The questions deal teams ask most about reviewing change of control clauses in a software estate, answered plainly, with the actions each answer points to.
A change of control clause review FAQ collects the questions deal teams ask most often when they set out to understand the licensing risk hidden in a target software estate. A change of control clause review reads every software contract for the clauses that bite on a transaction, scores them, and turns a sprawling set of agreements into a ranked register the buyer can act on. This change of control clause review FAQ answers the practical questions plainly: what the review covers, how clauses are scored, who should run it, how it relates to legal advice, and what the buyer does with the findings. Inherited software licensing exposure is usually latent and unquantified in standard due diligence, and a clause review is the instrument that makes it visible before a publisher does it for the buyer after close.
The first question is always scope. A proper review reads the full document stack for every publisher, not just the master agreements, because the controlling clause often sits in an order form, a regional addendum, or an amendment signed years later. It reads each contract for five clause types: change of control, anti assignment, consent, termination, and notice. It then scores each clause by combining the severity of the remedy it gives the publisher, the criticality of the system it governs, and the exposure in the underlying deployment. The output is a register sorted by risk. The discovery step that feeds it is described in finding change of control clauses before you sign, and the foundational definition of the clause itself in what a change of control clause in software is.

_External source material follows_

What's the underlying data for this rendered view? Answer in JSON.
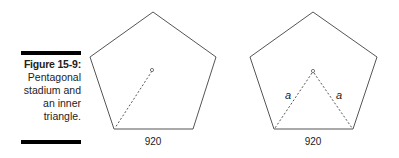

The most common follow up question is how a clause earns its place at the top of the register. The answer is a blend of three factors. Remedy severity ranks the clauses by what the publisher can do: a termination right outranks a repricing right, which outranks a consent requirement, which outranks a notice obligation. System criticality weights the score toward the systems the business cannot run without, because the same clause is far more dangerous on a core platform than on a peripheral tool. Deployment exposure surfaces the contracts where usage has drifted beyond entitlement, because a transaction tends to bring that drift into the open. Together these produce a ranking that concentrates the deal team effort where refusal, repricing, or termination would actually hurt, rather than spreading it evenly across hundreds of contracts. The way deal structure changes which clauses are even triggered is set out in how change of control clauses affect M&A deals.

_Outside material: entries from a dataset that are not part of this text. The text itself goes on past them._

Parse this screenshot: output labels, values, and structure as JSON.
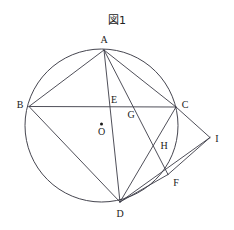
{
  "figure": {
    "title": "図1",
    "caption_position": "top-center"
  },
  "geometry": {
    "canvas": {
      "width": 234,
      "height": 230
    },
    "circle": {
      "cx": 101.5,
      "cy": 125.5,
      "r": 76.5,
      "name": "circumcircle"
    },
    "center": {
      "label": "O",
      "x": 101.5,
      "y": 124.0,
      "dot_radius": 1.5
    },
    "points": [
      {
        "id": "A",
        "label": "A",
        "x": 104.0,
        "y": 50.0,
        "label_x": 104.0,
        "label_y": 40.0,
        "on_circle": true
      },
      {
        "id": "B",
        "label": "B",
        "x": 29.0,
        "y": 106.5,
        "label_x": 20.0,
        "label_y": 105.0,
        "on_circle": true
      },
      {
        "id": "C",
        "label": "C",
        "x": 176.0,
        "y": 107.0,
        "label_x": 185.0,
        "label_y": 105.0,
        "on_circle": true
      },
      {
        "id": "D",
        "label": "D",
        "x": 120.0,
        "y": 202.0,
        "label_x": 120.0,
        "label_y": 214.0,
        "on_circle": true
      },
      {
        "id": "F",
        "label": "F",
        "x": 168.0,
        "y": 174.5,
        "label_x": 176.0,
        "label_y": 183.0,
        "on_circle": true
      },
      {
        "id": "E",
        "label": "E",
        "x": 108.5,
        "y": 107.0,
        "label_x": 114.0,
        "label_y": 100.0,
        "on_circle": false
      },
      {
        "id": "G",
        "label": "G",
        "x": 126.5,
        "y": 107.0,
        "label_x": 131.0,
        "label_y": 115.0,
        "on_circle": false
      },
      {
        "id": "H",
        "label": "H",
        "x": 156.5,
        "y": 150.0,
        "label_x": 164.0,
        "label_y": 146.0,
        "on_circle": false
      },
      {
        "id": "I",
        "label": "I",
        "x": 210.0,
        "y": 137.5,
        "label_x": 217.0,
        "label_y": 139.0,
        "on_circle": false
      }
    ],
    "segments": [
      {
        "name": "segment-AB",
        "from": "A",
        "to": "B"
      },
      {
        "name": "segment-AC",
        "from": "A",
        "to": "C"
      },
      {
        "name": "segment-AD",
        "from": "A",
        "to": "D"
      },
      {
        "name": "segment-AF",
        "from": "A",
        "to": "F"
      },
      {
        "name": "segment-BC",
        "from": "B",
        "to": "C"
      },
      {
        "name": "segment-BD",
        "from": "B",
        "to": "D"
      },
      {
        "name": "segment-CD",
        "from": "C",
        "to": "D"
      },
      {
        "name": "segment-DF",
        "from": "D",
        "to": "F"
      },
      {
        "name": "segment-CI",
        "from": "C",
        "to": "I"
      },
      {
        "name": "segment-FI",
        "from": "F",
        "to": "I"
      },
      {
        "name": "segment-DI-partial",
        "from": "D",
        "to": "I"
      }
    ]
  }
}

| Question | Short answer |
|---|---|
| Which contracts get read | Every one, including order forms, addenda, and amendments |
| Which clauses matter | Change of control, anti assignment, consent, termination, notice |
| How is risk scored | Remedy severity, system criticality, and deployment exposure combined |
| Who commissions it | The buyer, independently, paid only by the acquirer |
| Is it legal advice | No, it is commercial advisory that counsel then interprets |
| What is the output | A ranked register with a recommended action per clause |
Two timing questions come up on every deal. The first is duration. A focused review of a mid sized estate is usually measured in weeks, not months, provided the contract records are reasonably complete. The work front loads the highest risk publishers, so the clauses that could move price or break the deal are surfaced early, while the long tail of low risk contracts is cleared in parallel. The second question is when in the deal to run it. The honest answer is as early as the access allows, ideally before signing, because the value of the findings falls the later they arrive. A clause that is discovered before signing can be reflected in price, addressed in the structure, or made a condition. The same clause discovered after close is a problem the buyer now owns outright. Where access is limited during a competitive process, a staged review that reads the largest and most critical publishers first gives the deal team a defensible early read while the full picture is assembled. The negotiation that the findings feed is covered in negotiating around a change of control clause, and the structure question in stock versus asset purchase and which triggers assignment issues.

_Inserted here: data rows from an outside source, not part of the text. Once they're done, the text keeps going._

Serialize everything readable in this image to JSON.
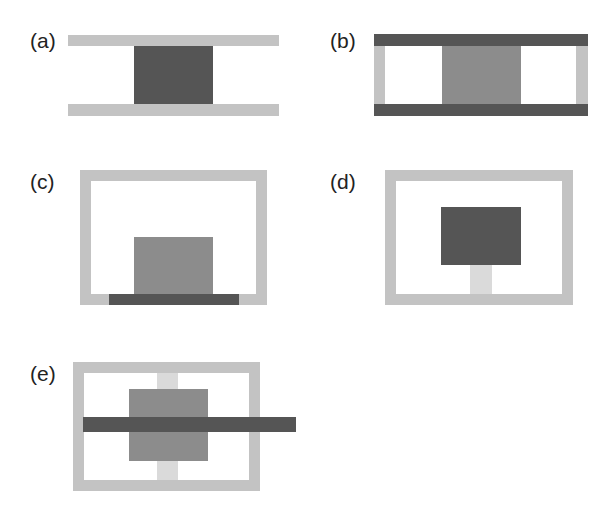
{
  "figure": {
    "panels": [
      {
        "id": "a",
        "label": "(a)"
      },
      {
        "id": "b",
        "label": "(b)"
      },
      {
        "id": "c",
        "label": "(c)"
      },
      {
        "id": "d",
        "label": "(d)"
      },
      {
        "id": "e",
        "label": "(e)"
      }
    ],
    "colors": {
      "light_gray": "#c3c3c3",
      "lighter_gray": "#dadada",
      "mid_gray": "#8c8c8c",
      "dark_gray": "#555555",
      "label": "#222222"
    }
  }
}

It is worth being clear about the limits of the exercise, because misunderstanding them creates false comfort. A clause review identifies, scores, and prioritises the clauses that create transaction risk, but it does not interpret their legal effect, which is the role of the buyer own counsel working from the findings. It does not negotiate with vendors, though it arms the team that will. And it is only as complete as the contract records it is given, which is why a review that uncovers gaps in the record is itself a finding, not a failure. A target that cannot produce the full document stack for a major publisher has told the buyer something important about the state of its licensing, and the review flags that gap so it can be priced as uncertainty rather than ignored.
A question that deserves a direct answer is who should commission the review. The buyer should, on its own behalf, through an independent adviser paid only by the acquirer. The seller has every commercial incentive to present the estate as clean and the licensing as compliant, and a review run for the seller answers to the seller. An independent, buyer side review holds no affiliation with any software publisher or reseller, so its only interest is the accuracy of the picture it hands the buyer. That independence matters most precisely where the findings are uncomfortable, because the clauses that carry eight figure consequences are the ones a seller is least motivated to surface. The review is commercial and licensing advisory, not legal advice, and the buyer own counsel interprets the specific legal effect of any clause the review identifies.
The final question is what happens after the register is delivered. The findings drive four decisions. They build the consent strategy, because the register identifies the small number of consents that genuinely matter, as covered in consent strategy for software license assignment. They inform the structure decision, because the register shows which clauses each structure would trigger. They prioritise negotiation, because the ranking points the deal team at the few clauses where leverage and exposure meet. And they quantify exposure in the deal model, because a known repricing or termination risk belongs in the price rather than as a surprise after close. The public record shows how large inherited licensing disputes can become: SAP pursued AB InBev for a reported 600 million dollars and Diageo for a reported 60 million pounds over disputed and inherited licensing, as reported and accurate as of June 2026. A clause review is how a buyer avoids becoming the next such headline.
We run the change of control clause review across the target software estate, score every clause that matters, and hand the deal team a ranked register with a recommended action for each.